I’ll call it a rumor because I didn’t hear from Reffkin’s mouth myself, but it makes sense. Why be a member of a club that sells us out and fines us $50 million? The commercial brokerages get along just fine without an MLS, as does the residential brokerage business in NYC.
Zillow provides the same benefit, without the lawsuits. Let’s cut a deal with them to upload our listings there and we won’t need the MLS.
What about cooperating with agents in other brokerages?
The NAR Settlement has effectively cut off that benefit already. The main benefit of the MLS was publishing and guaranteeing the buyer-agent fees, but that’s gone now. Every buyer-agent has to call around to find out what the “seller concessions” might be, if any. Sounds just like the commercial brokers, doesn’t it? And they have never had an MLS.
Is defecting from the MLS what is best for buyers and sellers?
We will sell you on that, don’t worry. Besides, you will still have Zillow, and their manipulated zestimates!
Zillow will become the defacto MLS, just like they do it in New York City!
NONE of the realtors in NYC belong to the NAR.

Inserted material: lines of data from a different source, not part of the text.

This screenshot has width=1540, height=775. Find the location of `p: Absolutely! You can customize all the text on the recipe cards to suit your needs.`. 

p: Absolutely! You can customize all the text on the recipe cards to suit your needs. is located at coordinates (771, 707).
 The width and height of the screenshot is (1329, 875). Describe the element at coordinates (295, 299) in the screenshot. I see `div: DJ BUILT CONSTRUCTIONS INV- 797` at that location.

None of them belong to an MLS.
Residential agents had to call around or check each broker’s website to share listings outside of their brokerage.
Then Zillow came along and offered Street Easy, which gradually became the defacto MLS.
The business of selling homes in NYC didn’t change much, and they are laughing at us NAR members.
Does this mean the already numerous number of cold calls asking if I want to sell my properties will increase?
Maybe I could hold a silent auction so all interested brokerages could bid for my listing.
Maybe I could hold a silent auction so all interested brokerages could bid for my listing.
It is a choice but because it is so different than the norm that agents wouldn’t be able to easily adapt to that model. But you only need to do it once.
Mainstream auctions have a better chance of disrupting the whole.
From the seller’s perspective why not consider a selling contract like a home improvement contract? Solicit bids, narrow the candidates and choose a “contractor.” As you suspect I might be an educated consumer of these products and I would very much lean to an agency bid that proposed auctions as a mechanism as long as the costs are reasonable. I’d prefer a soft auction where price is not the only consideration. Maybe top three bidders get an answer in one hour? An all cash two week offer 3% lower than the highest bid with contingencies or a lower offer that tugs at the heartstrings.
Yes what you describe is interviewing listing agents. It’s when you throw them a knuckleball on the commission structure that you will lose them. Keep it simple.
Susie in potatoland is selling her house again – this is the fourth time! We’ve been exchanging 20+ texts per day for the last week as we try to coerce her listing agent into doing the right thing.
She is struggling with the same thing all sellers do. Without the 1,000+ experiences of what kills deals that I have, it’s easy to want to do things that will likely tip over the buyers.
I think we will do a summary here once she is done. She has two offers after 3 weeks on the market and it is go time now.
“It’s when you throw them a knuckleball on the commission structure that you will lose them.”
I don’t see why now that the old commission rates having been blown up that any potential seller should not shop for a different compensation structure.
E.G. Here’s a retainer. Here’s a fixed contract for $20k on top for a sale and 2% of the rest above a set point.
Just an example.
Here’s a retainer. Here’s a fixed contract for $20k on top for a sale and 2% of the rest above a set point.
We can’t do retainers yet (DRE has to approve). But I’m all for it. Where are you going to move?